Towards An Interoperable and Integrated Regional Coastal Hazard Forecasting System

Peter Sheng
University of Florida

Abstract:

More than 75% of U.S. population lives within 100 miles of coastline. The coastal population and infrastructures are increasingly subjected to various coastal hazards (e.g., severe wind, storm surge, coastal inundation, beach erosion, collapse of coastal highway and bridges, and harmful algal bloom, etc.) during hurricanes and extratropical storms. To mitigate the damage caused by these coastal hazards, reliable and timely forecasts of the coastal hazards are needed. This talk presents some work in progress towards the development of an interoperable and integrated regional coastal hazard forecasting system with special focus on the Gulf of Mexico region and the U.S. East Coast. The requirements of such a forecasting system is first presented, followed by a description of the current status of the forecasting system which is based on the integration of a high resolution coastal surge model (CH3D and UnCH3D) and a coastal wave model (SWAN), which are coupled to a basin scale surge model (ADCIRC and UnCH3D) and a basin scale wave model (WaveWatch-III).

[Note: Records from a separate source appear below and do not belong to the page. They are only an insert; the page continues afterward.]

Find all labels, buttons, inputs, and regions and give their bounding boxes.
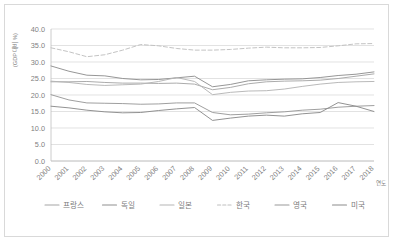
- y-tick-label: 35.0: [31, 41, 45, 50]
- x-tick-label: 2009: [196, 164, 214, 182]
- x-tick-label: 2016: [322, 164, 340, 182]
- line-chart: 40.035.030.025.020.015.010.05.00.0200020…: [5, 5, 390, 238]
- x-tick-label: 2014: [286, 164, 304, 182]
- legend-label-1[interactable]: 독일: [121, 201, 135, 210]
- x-tick-label: 2006: [142, 164, 160, 182]
- legend-label-0[interactable]: 프랑스: [63, 201, 84, 210]
- x-axis-title: 연도: [376, 179, 386, 186]
- legend-label-3[interactable]: 한국: [236, 201, 250, 210]
- x-tick-label: 2004: [106, 164, 124, 182]
- series-line-0: [51, 74, 374, 90]
- x-tick-label: 2008: [178, 164, 196, 182]
- x-tick-label: 2007: [160, 164, 178, 182]
- y-axis-title: (GDP 대비 %): [11, 33, 19, 67]
- x-tick-label: 2005: [124, 164, 142, 182]
- y-tick-label: 30.0: [31, 58, 45, 67]
- x-tick-label: 2011: [232, 164, 249, 181]
- y-tick-label: 0.0: [35, 157, 45, 166]
- x-tick-label: 2015: [304, 164, 322, 182]
- x-tick-label: 2012: [250, 164, 268, 182]
- legend-label-4[interactable]: 영국: [293, 200, 307, 210]
- x-tick-label: 2003: [88, 164, 106, 182]
- legend-label-5[interactable]: 미국: [351, 201, 365, 210]
- y-tick-label: 5.0: [35, 140, 45, 149]
- y-tick-label: 15.0: [31, 107, 45, 116]
- legend-label-2[interactable]: 일본: [178, 201, 192, 210]
- x-tick-label: 2018: [358, 164, 376, 182]
- x-tick-label: 2017: [340, 164, 358, 182]
- x-tick-label: 2013: [268, 164, 286, 182]
- chart-frame: 40.035.030.025.020.015.010.05.00.0200020…: [4, 4, 389, 237]
- chart-svg: 40.035.030.025.020.015.010.05.00.0200020…: [5, 5, 390, 238]
- y-tick-label: 25.0: [31, 74, 45, 83]
- y-tick-label: 10.0: [31, 124, 45, 133]
- x-tick-label: 2001: [53, 164, 71, 182]
- y-tick-label: 40.0: [31, 25, 45, 34]
- x-tick-label: 2002: [70, 164, 88, 182]
- x-tick-label: 2000: [35, 164, 53, 182]
- y-tick-label: 20.0: [31, 91, 45, 100]
- x-tick-label: 2010: [214, 164, 232, 182]
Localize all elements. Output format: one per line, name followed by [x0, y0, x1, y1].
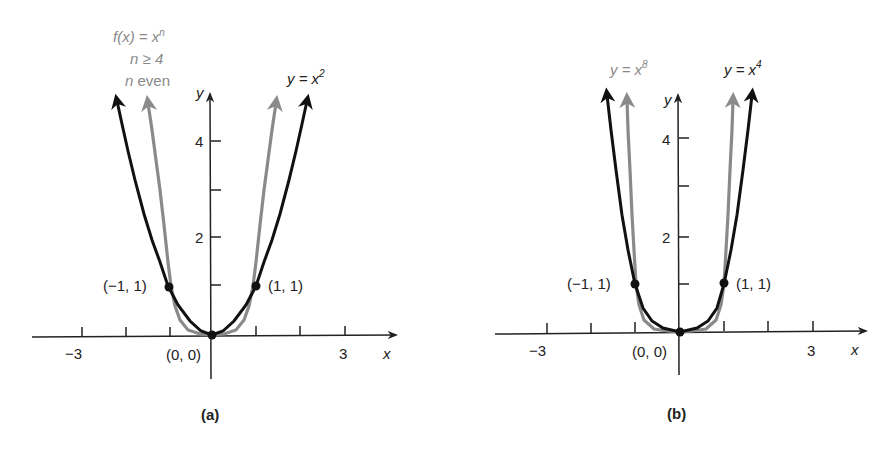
- y-ticks: [679, 138, 689, 284]
- black-curve-label: y = x4: [723, 59, 762, 78]
- point-neg1-1: [165, 283, 174, 292]
- point-neg1-1: [631, 280, 640, 289]
- panel-b: −3 3 x 2 4 y (−1, 1) (0, 0) (1, 1) y = x…: [495, 59, 866, 422]
- x-tick-label-neg3: −3: [529, 342, 546, 359]
- point-origin: [676, 328, 685, 337]
- panel-caption-a: (a): [201, 406, 219, 423]
- y-ticks: [211, 141, 221, 285]
- point-label-origin: (0, 0): [632, 343, 667, 360]
- point-label-neg1-1: (−1, 1): [567, 275, 611, 292]
- x-tick-label-3: 3: [339, 345, 347, 362]
- x-axis-label: x: [382, 345, 391, 362]
- x-tick-label-neg3: −3: [65, 345, 82, 362]
- y-tick-label-2: 2: [195, 229, 203, 246]
- gray-curve-label-line2: n ≥ 4: [130, 50, 163, 67]
- point-label-origin: (0, 0): [166, 346, 201, 363]
- y-axis-label: y: [663, 91, 673, 108]
- curve-x4-gray: [148, 103, 276, 335]
- point-1-1: [252, 282, 261, 291]
- panel-caption-b: (b): [667, 405, 686, 422]
- y-axis-label: y: [195, 84, 205, 101]
- curve-x2-black: [117, 101, 307, 335]
- x-tick-label-3: 3: [807, 342, 815, 359]
- y-tick-label-4: 4: [195, 133, 203, 150]
- gray-curve-label-line3: n even: [125, 72, 170, 89]
- figure: −3 3 x 2 4 y (−1, 1) (0, 0) (1, 1) f(x) …: [0, 0, 891, 454]
- y-tick-label-2: 2: [662, 229, 670, 246]
- curve-x8-gray: [627, 100, 733, 332]
- y-tick-label-4: 4: [662, 131, 670, 148]
- point-label-neg1-1: (−1, 1): [103, 277, 147, 294]
- point-1-1: [720, 279, 729, 288]
- point-origin: [208, 331, 217, 340]
- point-label-1-1: (1, 1): [736, 275, 771, 292]
- panel-a: −3 3 x 2 4 y (−1, 1) (0, 0) (1, 1) f(x) …: [32, 27, 396, 423]
- x-axis-label: x: [850, 341, 859, 358]
- gray-curve-label: y = x8: [609, 59, 648, 78]
- point-label-1-1: (1, 1): [268, 277, 303, 294]
- black-curve-label: y = x2: [286, 68, 325, 87]
- gray-curve-label-line1: f(x) = xn: [113, 27, 165, 45]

These models are driven by various forecast wind fields (NAM, GFDL, WNA) provided by NOAA. Examples will be provided to illustrate the performance and scientific robustness of the forecasting system, based on lessons learned during the past three hurricane seasons. Use of grid computing and web service to enable end-to-end regional coastal hazard forecasting will be presented. Several research topics (e.g., ensemble forecasting, hurricane-land interaction, hurricane intensity prediction, improved basin scale model, etc.) aimed to improve the performance, accuracy, and usefulness of the forecasting system will then be discussed.